The return of Ida Elise Broch as Johanne fits into a broader trend of Nordic Christmas series and films reaching audiences far beyond the region. Streaming platforms have made it easier for viewers around the world to follow subtitled content, and titles like Home for Christmas now sit alongside British and American holiday rom‑coms in December recommendation lists.

For Netflix, the series is part of a growing slate of regional Christmas stories aimed at both local subscribers and an international audience looking for something slightly different from standard formulas. For Nordic cultural industries, its success – along with remakes in Italy and South Africa – shows how stories grounded in specific languages, landscapes and social norms can still travel widely when they address universal themes such as loneliness, family obligations and the search for belonging.

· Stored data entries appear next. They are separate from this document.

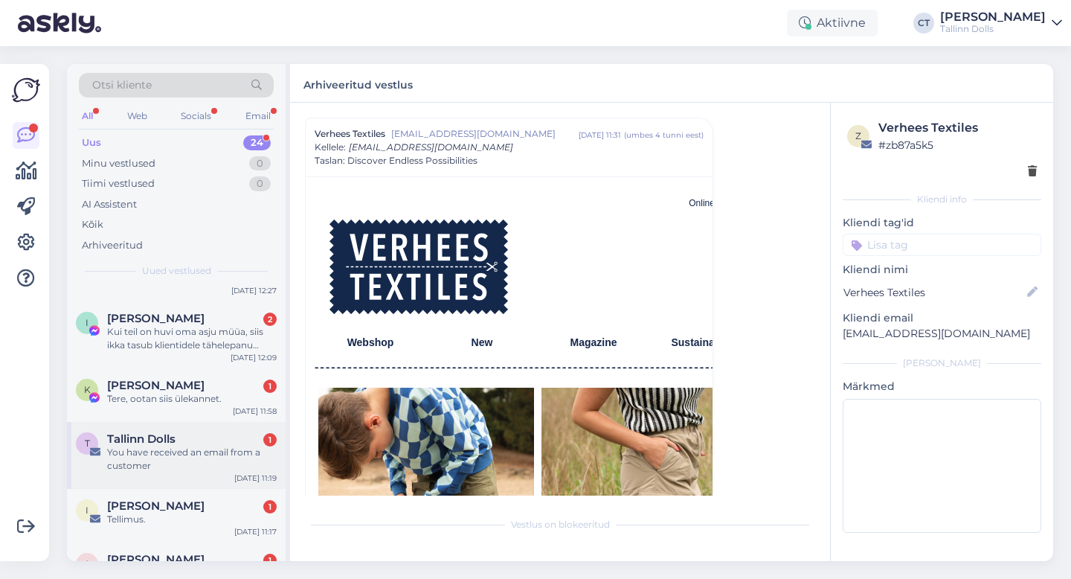 This screenshot has width=1071, height=579. I want to click on span: Verhees Textiles, so click(350, 134).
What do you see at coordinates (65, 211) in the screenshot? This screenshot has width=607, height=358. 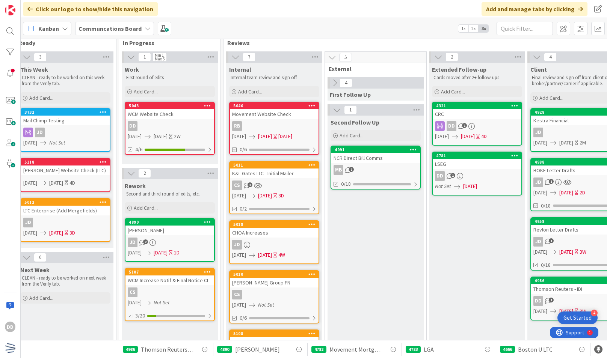 I see `div: LTC Enterprise (Add Mergefields)` at bounding box center [65, 211].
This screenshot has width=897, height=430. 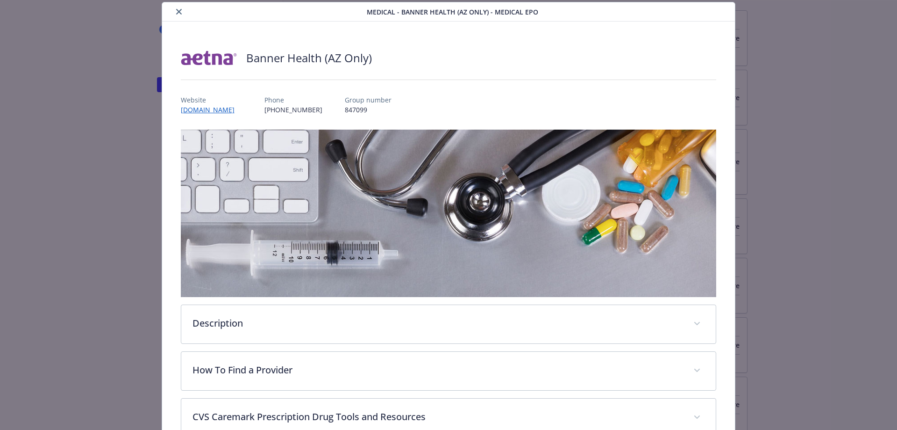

Season 3 will again launch globally on 12 December 2025, confirming Johanne’s position in the crowded calendar of Christmas streaming premieres. Whether viewers watch alone on laptops, together with family or while exchanging messages with friends, the show has become one of the recurring checkpoints of the festive season – especially in Norway, where Ida Elise Broch’s mix of vulnerability and resilience now returns as reliably as familiar songs and classic films.

In that sense, Home for Christmas season 3 does more than continue a story. It consolidates a modern Christmas tradition in Norway and adds another Nordic voice to the global conversation about how people want to live, love and spend their holidays in a rapidly changing world.